If the causes of crisis are over-accumulation which makes the
“utilisation” of capital impossible, then new means must be established
to assure again the necessary capital “utilisation” in order to end the
crisis. According to Marx, a crisis is only a process of healing, a
violent return to further profitable expansion; from the point of view
of the capitalists, a “cleaning out”. But after the “cleaning”, with
its series of capitalistic bankruptcies, and the starvation of the
workers, the process of accumulation is continued and after a while the
“utilisation” of capital again becomes insufficient. The self-expansion
stops as the accumulated capital again becomes too large on its new
basis. The new crisis sets in. In this manner, the tendency towards
collapse is broken up into a series of apparently independent cycles.
(The Permanent Crisis –
Henryk Grossman’s Interpretation of
Marx’s Theory Of Capitalist Accumulation)
In short, ‘crisis’ and ‘collapse’ are dialectically related moments of
the same overall process — capital’s long and historically limited
curve.
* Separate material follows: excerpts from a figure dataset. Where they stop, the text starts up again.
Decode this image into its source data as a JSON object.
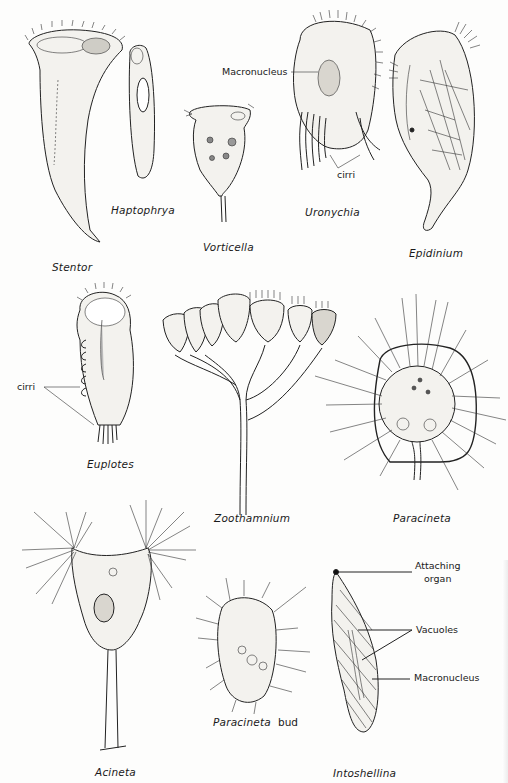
{
  "plate": {
    "background": "#fdfdfc",
    "ink_color": "#1a1a1a",
    "organisms": [
      {
        "name": "Stentor"
      },
      {
        "name": "Haptophrya"
      },
      {
        "name": "Vorticella"
      },
      {
        "name": "Uronychia"
      },
      {
        "name": "Epidinium"
      },
      {
        "name": "Euplotes"
      },
      {
        "name": "Zoothamnium"
      },
      {
        "name": "Paracineta"
      },
      {
        "name": "Acineta"
      },
      {
        "name": "Paracineta",
        "suffix": "bud"
      },
      {
        "name": "Intoshellina"
      }
    ],
    "annotations": {
      "uronychia_macronucleus": "Macronucleus",
      "uronychia_cirri": "cirri",
      "euplotes_cirri": "cirri",
      "intoshellina_attaching_organ_line1": "Attaching",
      "intoshellina_attaching_organ_line2": "organ",
      "intoshellina_vacuoles": "Vacuoles",
      "intoshellina_macronucleus": "Macronucleus"
    }
  }
}
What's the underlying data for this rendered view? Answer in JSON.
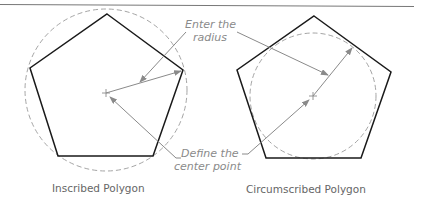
{
  "diagram": {
    "labels": {
      "radius_line1": "Enter the",
      "radius_line2": "radius",
      "center_line1": "Define the",
      "center_line2": "center point"
    },
    "captions": {
      "left": "Inscribed Polygon",
      "right": "Circumscribed Polygon"
    },
    "colors": {
      "polygon": "#1a1a1a",
      "circle": "#9a9a9a",
      "leader": "#8a8a8a",
      "rule": "#777777"
    }
  }
}
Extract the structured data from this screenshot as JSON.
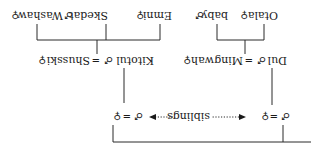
{
  "diagram": {
    "orientation": "rotated-180",
    "generation_1": {
      "left_couple": {
        "husband_symbol": "♂",
        "equals": "=",
        "wife_symbol": "♀"
      },
      "right_couple": {
        "husband_symbol": "♂",
        "equals": "=",
        "wife_symbol": "♀"
      },
      "relation_label": "siblings"
    },
    "generation_2": {
      "left_couple": {
        "husband": "Kitotul",
        "husband_symbol": "♂",
        "equals": "=",
        "wife": "Shusski",
        "wife_symbol": "♀"
      },
      "right_couple": {
        "husband": "Dul",
        "husband_symbol": "♂",
        "equals": "=",
        "wife": "Mingwah",
        "wife_symbol": "♀"
      }
    },
    "generation_3": {
      "left_children": [
        {
          "name": "Emni",
          "symbol": "♀"
        },
        {
          "name": "Skedat",
          "symbol": "♂"
        },
        {
          "name": "Washaw",
          "symbol": "♀"
        }
      ],
      "right_children": [
        {
          "name": "Otala",
          "symbol": "♀"
        },
        {
          "name": "baby",
          "symbol": "♂"
        }
      ]
    }
  }
}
Something ‘progressive’ Marxists seem to have never learned but,
right along with bourgoise apologists, deny in favor of saving capial
from itself even to include such idiocies as salvation through state
capitalism.
But then most ‘Marxists’ have never read Marx muchless been in the
thick of no holds barred struggle.
Most of the mainstream left analysis of the current crisis I’ve seen concentrates on the financial system and how to reform it. For instance, over at CounterPunch.org there’s been a lot of very informative articles explaining the operation of financial markets and the machinations of Wall Street and how they led up to the present impasse. Also, see Doug Henwood’s Left Business Observer. But while useful and insightful, these analyses don’t address the roots of capitalism’s crisis, if the focus of classical marxist crisis theory on the process of production is correct, particularly the theory of the tendency of the rate of profit to fall (which has several variants) – although, of course, money and the credit system are very much involved in capitalist crises, as David Harvey, among others, has stressed. This means limitations on the various reforms being prescribed. Keynesian fiscal stimulus and regulation of finance, as being proposed and increasingly accepted within the ruling class, and the “democratized” version of Keynesian intervention advocated by many on the left, will have little success in helping to drive an upturn in the economy without a fundamental restructuring of capital and the “cleaning out” process described by Mattick.
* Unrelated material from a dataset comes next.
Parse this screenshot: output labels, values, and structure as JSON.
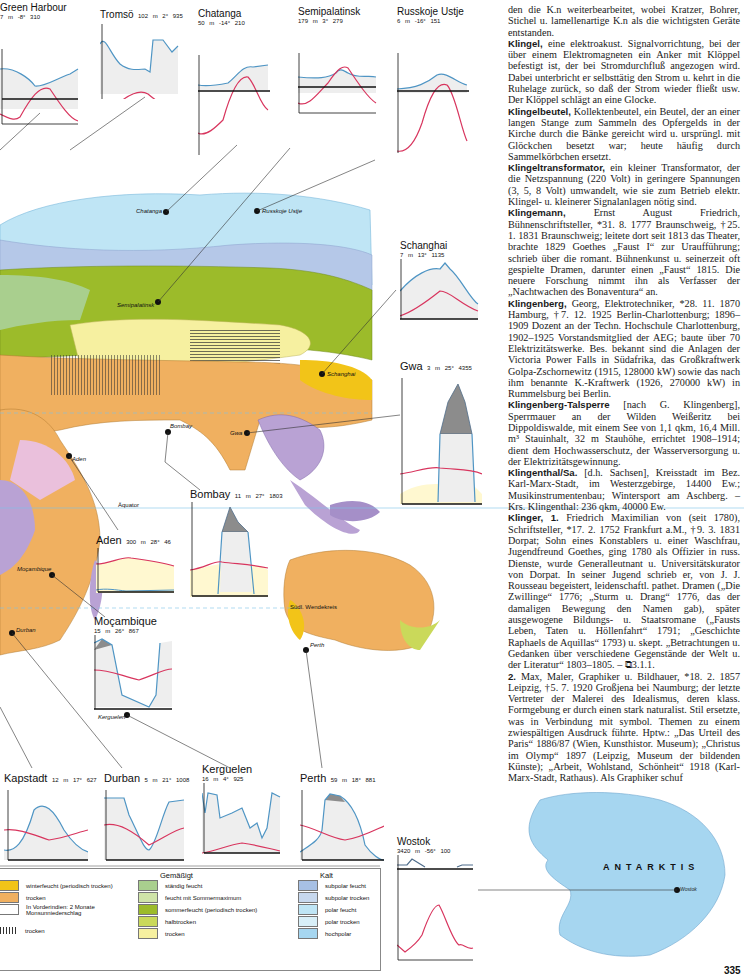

The incoming Obama administration’s program of massive public works spending, such as projects in “green” infrastructure, that is supposed to help revitalize industry as well as maintain employment, will encounter some problems based in the sphere of production, and not all these problems require a marxist perspective to understand. Some hard-hit manufacturing industries, such as steel, as well as auto, are looking to this as a bailout. (There’s a recent New York Times article in this regard about the U.S. steel industry.) But a bailout of manufacturing that keeps technologically inefficient producers afloat will simply postpone the needed “cleaning out” of capital, as the capitalist deadwood continues to be a drag on the rate of profit. If government aid is to facilitate the retooling of industry, the adoption of the latest production techniques (for example, U.S. steel companies if ditched the old blast furnaces and used electric furnaces) may have a labor-saving effect, which may blunt the stimulus to employment. In general, a program to reindustrialize America on the basis of high-technology, in such areas as “green” technology and information technology, does not seem to have good prospects for creating jobs (although some skilled labor from older manufacturing industries might find use in the new industries.)
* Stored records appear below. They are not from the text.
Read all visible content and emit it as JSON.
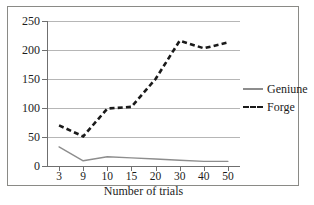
{
  "chart_data": {
    "type": "line",
    "title": "",
    "xlabel": "Number of trials",
    "ylabel": "",
    "categories": [
      "3",
      "9",
      "10",
      "15",
      "20",
      "30",
      "40",
      "50"
    ],
    "ylim": [
      0,
      250
    ],
    "yticks": [
      "0",
      "50",
      "100",
      "150",
      "200",
      "250"
    ],
    "grid": "horizontal",
    "legend_position": "right",
    "series": [
      {
        "name": "Geniune",
        "style": "solid",
        "color": "#8d8d8d",
        "values": [
          33,
          9,
          16,
          14,
          12,
          10,
          8,
          8
        ]
      },
      {
        "name": "Forge",
        "style": "dashed",
        "color": "#1a1a1a",
        "values": [
          70,
          51,
          99,
          102,
          150,
          216,
          203,
          213
        ]
      }
    ]
  }
}
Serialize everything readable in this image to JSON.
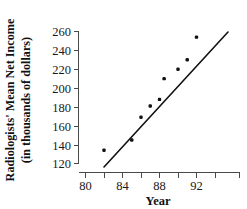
{
  "chart_data": {
    "type": "scatter",
    "title": "",
    "xlabel": "Year",
    "ylabel": "Radiologists' Mean Net Income (in thousands of dollars)",
    "ylabel_line1": "Radiologists' Mean Net Income",
    "ylabel_line2": "(in thousands of dollars)",
    "x": [
      82,
      85,
      86,
      87,
      88,
      88.5,
      90,
      91,
      92
    ],
    "values": [
      134,
      145,
      169,
      181,
      188,
      210,
      220,
      230,
      254
    ],
    "points": [
      {
        "x": 82,
        "y": 134
      },
      {
        "x": 85,
        "y": 145
      },
      {
        "x": 86,
        "y": 169
      },
      {
        "x": 87,
        "y": 181
      },
      {
        "x": 88,
        "y": 188
      },
      {
        "x": 88.5,
        "y": 210
      },
      {
        "x": 90,
        "y": 220
      },
      {
        "x": 91,
        "y": 230
      },
      {
        "x": 92,
        "y": 254
      }
    ],
    "trendline": {
      "label": "least-squares regression line",
      "x_start": 82,
      "y_start": 120,
      "x_end": 93.5,
      "y_end": 261
    },
    "xlim": [
      79,
      94.2
    ],
    "ylim": [
      118,
      263
    ],
    "xticks": [
      80,
      84,
      88,
      92
    ],
    "xticks_labels": [
      "80",
      "84",
      "88",
      "92"
    ],
    "xminorticks": [
      82,
      86,
      90,
      94
    ],
    "yticks": [
      120,
      140,
      160,
      180,
      200,
      220,
      240,
      260
    ],
    "yticks_labels": [
      "120",
      "140",
      "160",
      "180",
      "200",
      "220",
      "240",
      "260"
    ],
    "grid": false,
    "legend": null,
    "marker_color": "#111111",
    "line_color": "#111111",
    "axis_color": "#4a4a4a"
  }
}
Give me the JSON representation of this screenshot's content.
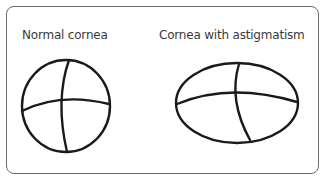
{
  "panels": [
    {
      "label": "Normal cornea",
      "shape": "circle"
    },
    {
      "label": "Cornea with astigmatism",
      "shape": "ellipse"
    }
  ],
  "colors": {
    "stroke": "#1a1a1a",
    "border": "#6a6a6a",
    "text": "#3a3a3a"
  }
}
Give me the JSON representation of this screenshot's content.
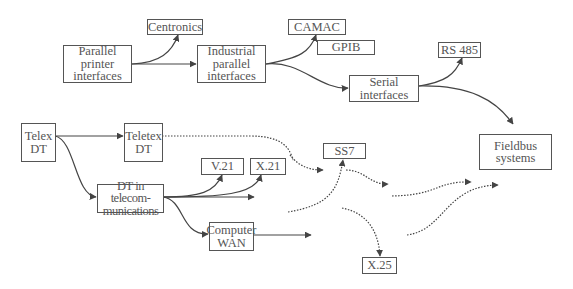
{
  "diagram": {
    "colors": {
      "line": "#444444",
      "box_border": "#555555",
      "text": "#555555",
      "background": "#ffffff"
    },
    "nodes": {
      "centronics": "Centronics",
      "parallel_printer": "Parallel\nprinter\ninterfaces",
      "industrial_parallel": "Industrial\nparallel\ninterfaces",
      "camac": "CAMAC",
      "gpib": "GPIB",
      "rs485": "RS 485",
      "serial": "Serial\ninterfaces",
      "telex": "Telex\nDT",
      "teletex": "Teletex\nDT",
      "fieldbus": "Fieldbus\nsystems",
      "ss7": "SS7",
      "v21": "V.21",
      "x21": "X.21",
      "dt_telecom": "DT in telecom-\nmunications",
      "computer_wan": "Computer\nWAN",
      "x25": "X.25"
    },
    "edges": [
      {
        "from": "parallel_printer",
        "to": "centronics",
        "style": "solid"
      },
      {
        "from": "parallel_printer",
        "to": "industrial_parallel",
        "style": "solid"
      },
      {
        "from": "industrial_parallel",
        "to": "camac",
        "style": "solid"
      },
      {
        "from": "industrial_parallel",
        "to": "serial",
        "style": "solid"
      },
      {
        "from": "serial",
        "to": "rs485",
        "style": "solid"
      },
      {
        "from": "serial",
        "to": "fieldbus",
        "style": "solid"
      },
      {
        "from": "telex",
        "to": "teletex",
        "style": "solid"
      },
      {
        "from": "telex",
        "to": "dt_telecom",
        "style": "solid"
      },
      {
        "from": "dt_telecom",
        "to": "v21",
        "style": "solid"
      },
      {
        "from": "dt_telecom",
        "to": "x21",
        "style": "solid"
      },
      {
        "from": "dt_telecom",
        "to": "(open)",
        "style": "solid"
      },
      {
        "from": "dt_telecom",
        "to": "computer_wan",
        "style": "solid"
      },
      {
        "from": "computer_wan",
        "to": "(open)",
        "style": "solid"
      },
      {
        "from": "teletex",
        "to": "(towards ss7)",
        "style": "dotted"
      },
      {
        "from": "(open)",
        "to": "ss7",
        "style": "dotted"
      },
      {
        "from": "ss7",
        "to": "(open)",
        "style": "dotted"
      },
      {
        "from": "(open)",
        "to": "x25",
        "style": "dotted"
      },
      {
        "from": "(open)",
        "to": "(towards fieldbus)",
        "style": "dotted"
      },
      {
        "from": "(open)",
        "to": "(towards fieldbus)",
        "style": "dotted"
      }
    ]
  }
}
This last point also relates to the “secular crisis” idea, at least that aspect of the idea concerning the undermining of the law of value that occurs as science and technology replaces direct labor as the “determinant factor in the production of wealth,” and is sketched out in Marx’s Grundrisse, in the section entitled “Contradiction between the foundation of bourgeois production (value as measure) and its development” (pp.704-706). If capitalism “recovers” from the current crisis, which is certainly possible, it will be on the basis on industries which not only contribute little to overall growth of employment, but will actually accelerate the marginalization of large sectors of the population from production. The argument that capitalist development is now accompanied by increasing mass marginalization is also elaborated on by Loren Goldner, in his most recent article on the crisis, “The Biggest ‘October Surprise’ of All: A World Capitalist Crash” (at his website, “Break Their Haughty Power”; http://home.earthlink.net/~lrgoldner/), although he uses the concept of “capitalist decadence” rather than “secular crisis” or “crisis of the law of value.”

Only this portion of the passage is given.